This is the thirteenth edition of the Annual Report on Annual Reports. Right from the outset, our goal was to build a benchmark against which report standards and reporting practices can be measured. Many things have changed since we started rating and ranking annual reports. The reporting environment has gone through growth, crisis, internet, flu, mergers, bubbles, regulations, quarterly guidance, stock options, more mergers, shareholders' activism (sic), corporate governance and ... greed (no relation), deregulation, enronitis, growth (again), more bubbles, short-termism, sustainability, recession, flu, more mergers, corporate social responsibility, more crises, troubled banks' assets "relief" (sic), stress tests (sic(k) again), regulations, etc.

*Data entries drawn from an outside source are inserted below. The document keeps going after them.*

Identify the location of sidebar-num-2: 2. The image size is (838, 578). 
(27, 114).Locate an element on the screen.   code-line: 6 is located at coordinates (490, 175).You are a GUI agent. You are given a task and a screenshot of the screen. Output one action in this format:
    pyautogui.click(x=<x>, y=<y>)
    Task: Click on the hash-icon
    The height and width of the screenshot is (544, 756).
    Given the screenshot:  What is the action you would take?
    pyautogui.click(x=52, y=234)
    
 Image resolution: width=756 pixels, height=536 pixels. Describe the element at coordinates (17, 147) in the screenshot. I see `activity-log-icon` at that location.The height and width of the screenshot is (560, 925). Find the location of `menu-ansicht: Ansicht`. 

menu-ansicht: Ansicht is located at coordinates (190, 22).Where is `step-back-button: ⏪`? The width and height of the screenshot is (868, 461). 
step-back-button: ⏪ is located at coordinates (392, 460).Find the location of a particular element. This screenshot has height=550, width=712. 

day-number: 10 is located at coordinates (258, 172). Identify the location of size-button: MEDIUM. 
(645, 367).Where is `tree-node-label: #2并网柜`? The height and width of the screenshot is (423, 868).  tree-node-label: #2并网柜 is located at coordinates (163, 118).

Come good or bad (economic and other) climate, over the period there has been an overall improvement of reporting standards across the globe, with the notable exception of the U.S. where complacency and compliance have for a large majority taken over at the expense of clarity and communication. We reported about this three years ago, the situation is even worse now. After the "Rule Americana" on reporting (in 2001, IBM ranked N° 1 and 39% of top 200 were still made in U.S.), most now seem to ignore that "Reporting is not just about complying" (to quote the words from the chairman of the Canadian BMO, a top report for years). Reportwise, the "rest of the world" has picked up -and overtaken.

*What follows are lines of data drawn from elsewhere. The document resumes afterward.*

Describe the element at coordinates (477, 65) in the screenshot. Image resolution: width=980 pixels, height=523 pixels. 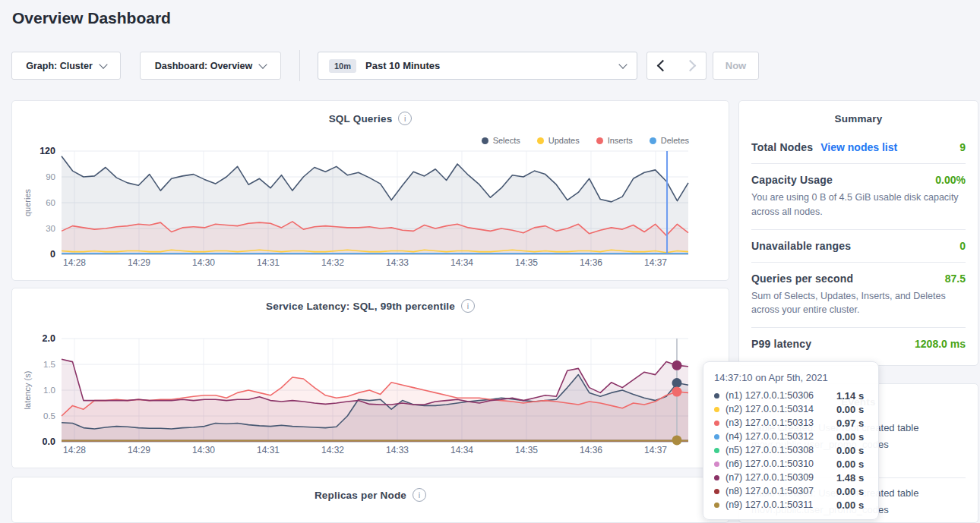
I see `time-range-selector: 10m Past 10 Minutes` at that location.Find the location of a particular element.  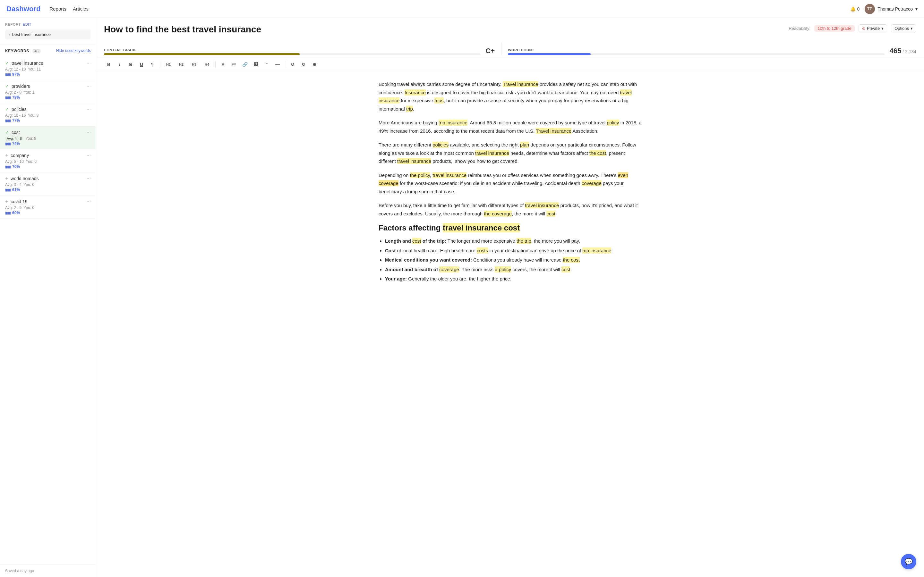

avg-highlighted: Avg: 4 - 8 is located at coordinates (14, 139).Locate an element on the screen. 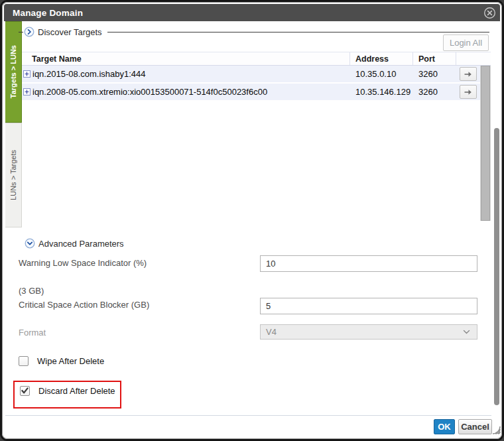 This screenshot has width=504, height=441. footer-separator is located at coordinates (248, 415).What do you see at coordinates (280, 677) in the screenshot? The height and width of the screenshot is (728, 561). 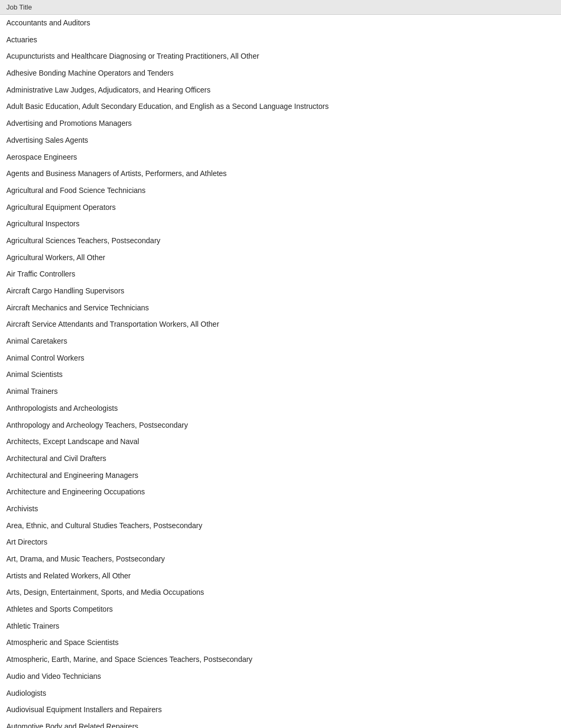 I see `table-row: Audio and Video Technicians` at bounding box center [280, 677].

When we started our survey, 70% of top 100 reports were graded B or less for major ingredients ( i.e. financials, risk, performance and investor information). This year, one third of top 300 annuals are rated B+. This is worth noting, especially amid the worst crisis in 25, 50 or more years. 50% of companies ranked this year had to report a decrease in profit or a loss (check the column in our ranking, based on report figures). That said, our rating panel member Kaevan Gazdar was "shocked by the way many companies evaded or marginalized what is certainly one of the major economic crises since decades. So I was all the more impressed by the few companies that had the courage to confront the crisis upfront and present stakeholders with their strategies and goals." Remarkably, some of them came up with (very) good reports, proving that lower results and recession should not necessarily result in poor communication (at least for some). On the other hand, good performance (and even less company size) doesn't automatically translate into nice reports (check the big wheels at the bottom and others simply not report-competitive enough to rank).

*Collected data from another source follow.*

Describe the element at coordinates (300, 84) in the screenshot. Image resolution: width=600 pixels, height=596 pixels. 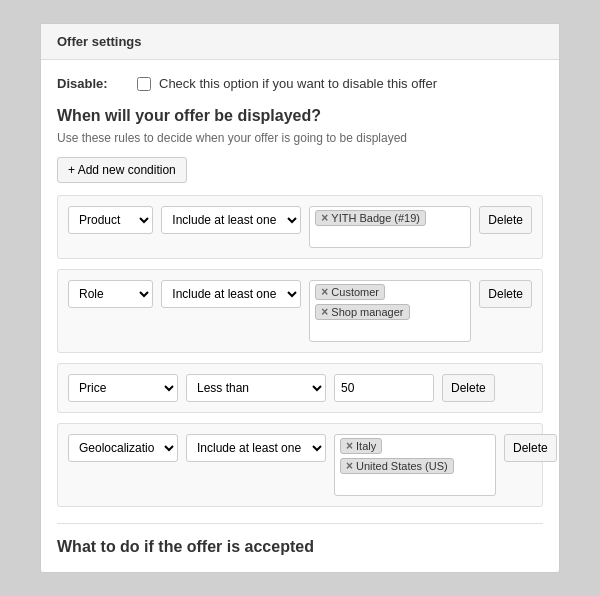
I see `disable-row: Disable: Check this option if you want t…` at that location.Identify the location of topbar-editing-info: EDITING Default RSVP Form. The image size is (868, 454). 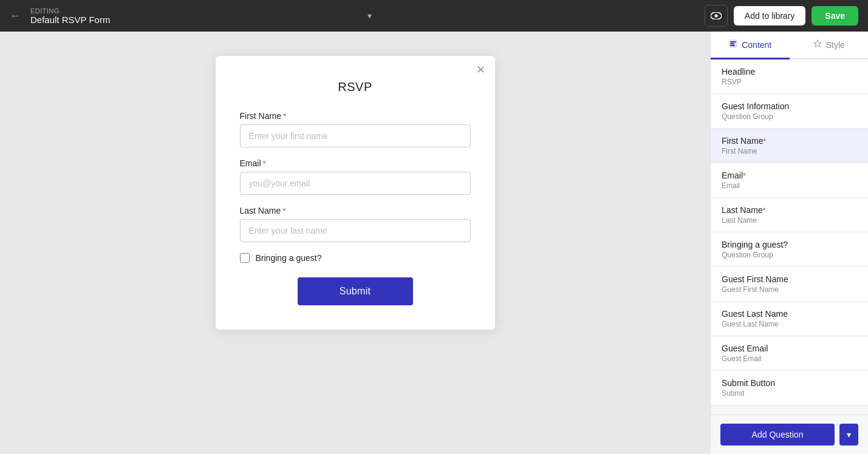
(197, 16).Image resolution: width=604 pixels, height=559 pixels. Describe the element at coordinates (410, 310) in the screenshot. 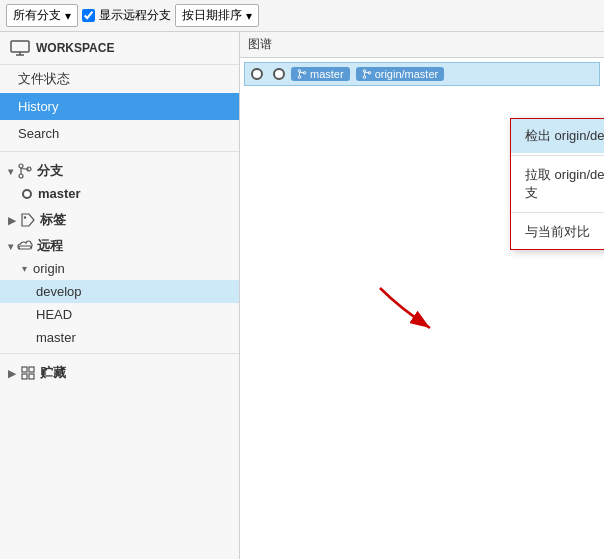

I see `red-arrow-annotation` at that location.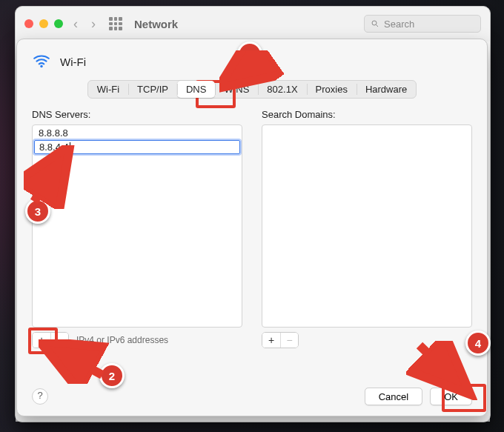 This screenshot has width=504, height=432. What do you see at coordinates (332, 89) in the screenshot?
I see `tab-proxies: Proxies` at bounding box center [332, 89].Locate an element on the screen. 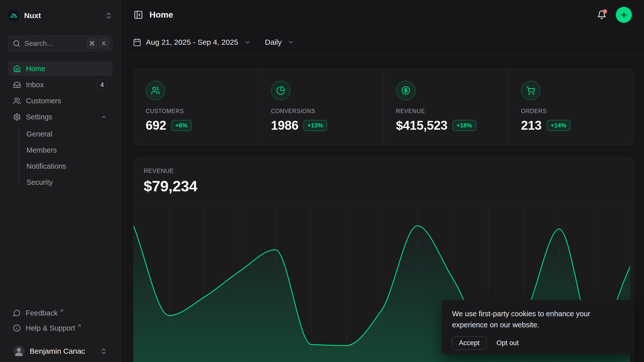 The width and height of the screenshot is (644, 362). sidebar-nav: Home Inbox 4 Customers Settings Ge is located at coordinates (60, 125).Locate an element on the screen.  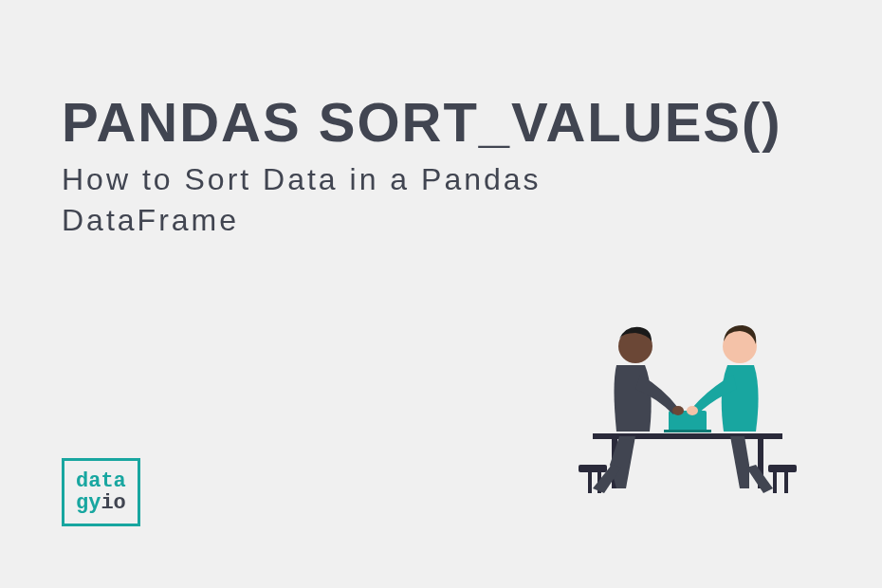
people-meeting-illustration is located at coordinates (688, 417).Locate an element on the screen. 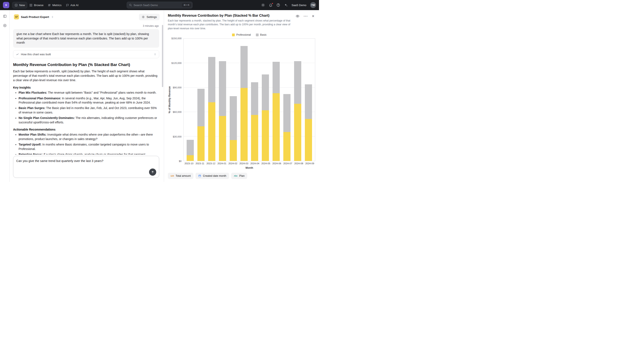 This screenshot has width=638, height=364. x-axis-label: Month is located at coordinates (249, 168).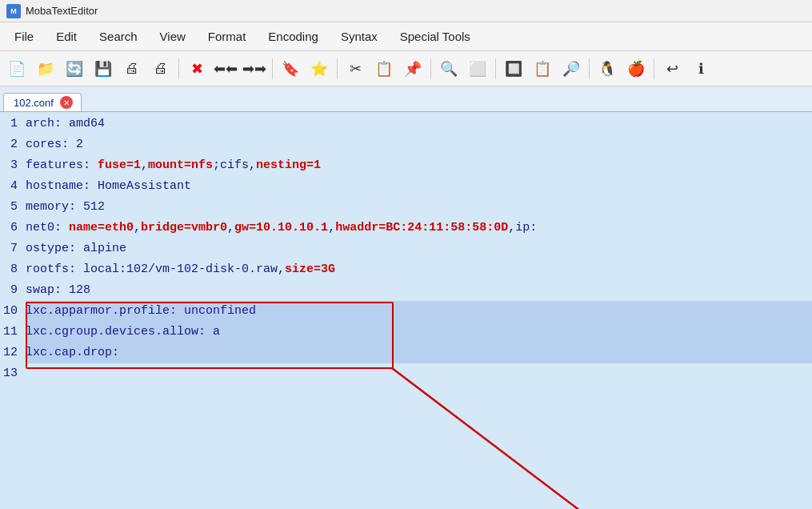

That makes company report teams' jobs more difficult. How to inform, communicate, state, differentiate, keep shareholders, attract investors, talk to other stakeholders, keep people's attention in a one-minute online culture world, etc.? Net results? Regardless of countries, cultures and traditions (chalk this up to globalization), many reports tend to tell the same story, follow almost the same regulatory rules, give the same accounts (literally, and bar the numbers and mind the auditors, of course), use the same (buzz)words, follow the same fashions, and look like each other. There is more than a business-as-usual impression on substance, and less of a wow factor on style.
All of those points also make the ReportWatch task much more difficult than thirteen, ten or even five years ago. But we keep on striving for higher standards. And if these naturally include statements and notes, which are the backbone of the report, they also mean a number of "y"-ending words that e.com-ReportWatch and report teams, investor relations officers and corporate communication managers have in mind when it comes to reporting: availability, transparency, accountability, strategy, quantity, quality, consistency, comparability, clarity, fidelity, credibility, novelty, responsibility... It takes some or all of those 13 elements to go from (good) standard to best practice.
I hope you will find this report an interesting read and look forward to your feedback
The Editor
e.com@reportwatch.net
P.S. What happened to the financial sector ... reports? Last year they were included yet the performance on risk reporting was "intentionally left blank." A premonition. Due to the instability, unpredictability, uncertainties, and for comparability and credibility reasons (the latter both at financial groups and at our level), reports were not considered for competition. Sure it would have been funny (or silly? Two other "y"-ending words) to read some. But without a bonus, why wasting time? Too many rotten apples in the pack -and how to check them anyway? Another stress test.
The Annual Reports on Annual Reports 1997 (first edition), 2001, 2003, and 2006 (10th anniversary issue).